SAWT BEIRUT INTERNATIONAL

| 25 April 2024, Thursday |

Japan city uses tsunami lessons for COVID-19 vaccinations

Tamio Hayashi, 77, believed he would ever be able to traverse the online platforms set up across most of Japan to register for COVID-19 immunizations.

He despised the thought of using the “difficult” technologies that had broken down and perplexed other elderly citizens, stymieing Japan’s vaccination campaign.

Fortunately, local officials in his little northeastern town guided him through the red tape and he received his vaccinations – a rare occurrence in Japan, where authorities are rushing to immunize the fragile senior population in time for the Summer Olympics, which begin in only six weeks.

“This way is great,” Hayashi told Reuters after he and his wife got their second doses at a local gymnasium. “You just get a notice that says come on such-and-such a day.”

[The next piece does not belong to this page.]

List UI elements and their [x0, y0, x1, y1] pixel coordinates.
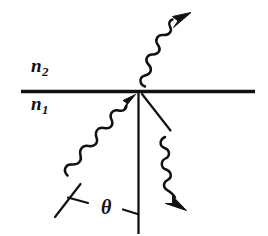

Soma, a rural city 240 kilometers (150 miles) north of Tokyo that was devastated by the 2011 earthquake and tsunami, has surged ahead of most of the country in vaccinations by heeding lessons learned from the catastrophe of a decade ago.

Japan lags far behind other advanced economies in vaccinating its people – 12% have received at least one shot, according to a Reuters tracker, compared to France, the next lowest in the Group of Seven industrial powers at 42%, and the most advanced, Canada, at 63%.

Soma’s agile, in-house strategy avoids the reservation systems and dispersed efforts that are popular in Japan. The city has vaccinated 84 percent of its older residents, compared to approximately 28 percent nationally, and is now targeting younger generations, with the goal of reaching people as young as 16 by the end of July, just as the Olympics begin.

Prime Minister Yoshihide Suga wants all people in Japan to be fully vaccinated by July and the elderly by November. But that will necessitate increasing daily doses to a million from the current top of roughly 700,000.

Part of Soma’s success is due to its small population of 35,000, making it easier to reach people in the city on the Pacific coast in Fukushima prefecture than for stretched medical staff in the giant urban areas.

But the city is also succeeding where much of Japan has not because of the painful lessons of the tsunami that killed 450 of the city’s people as it swept 4 kilometers (2.5 miles) inland.

‘PEOPLE COMING TOGETHER’

That disaster taught Soma the importance of laying out and communicating clear plans, working closely with local medical professionals, gathering affected people in concentrated places – and not waiting for a plan to come down from Tokyo – said Vice Mayor Katsuhiro Abe.

“I’m not sure you could claim we couldn’t have done it if it hadn’t been for the earthquake,” Abe remarked. “However, this immunization campaign coincides with the municipal government’s experience and the people joining together to cope with it for the past ten years.”

Japan has escaped the massive COVID-19 case loads and death tolls observed in many other countries, although its vaccine deployment began later than others, in mid-February, and was initially hampered by a lack of imported vaccine supplies.

The elderly were prioritized for vaccinations, but distribution was inconsistent, and reservation mechanisms broke down or confused them.

Soma’s leaders and doctors, drawing on 2011 lessons, began drafting plans and running inoculation drills in December, months before vaccines were approved.

The city set up a central vaccination center, conserving medical manpower. Residents were called by city block, no reservation necessary, and the city sent busses for those who could not travel on their own.

After the previous disaster, Soma’s neighbors know to look out for each other, while city officials are used to shifting gears from office work to crisis management, said Abe, a lifelong Soma resident.

Townspeople are shuttled briskly to waiting areas and screenings, then to a partitioned area for their shots.

When some older patients got flustered being asked to turn left or right for their shots, staff improvised with cartoon posters on the walls: face the bunny for an injection in your right arm, turn to the doggy to get it in the left arm.

“The strategy needs to be tailored to each local culture and context,” said Kenji Shibuya, who this spring resigned as director of the Institute for Population Health at King’s College London to help run Soma’s COVID-19 vaccination push.

“It’s a war,” said Shibuya, a persistent critic of Japan’s handling of the pandemic.

He said the best thing the government can do is provide a steady supply of vaccines and supplies to municipalities – and leave the rest to the people on the ground.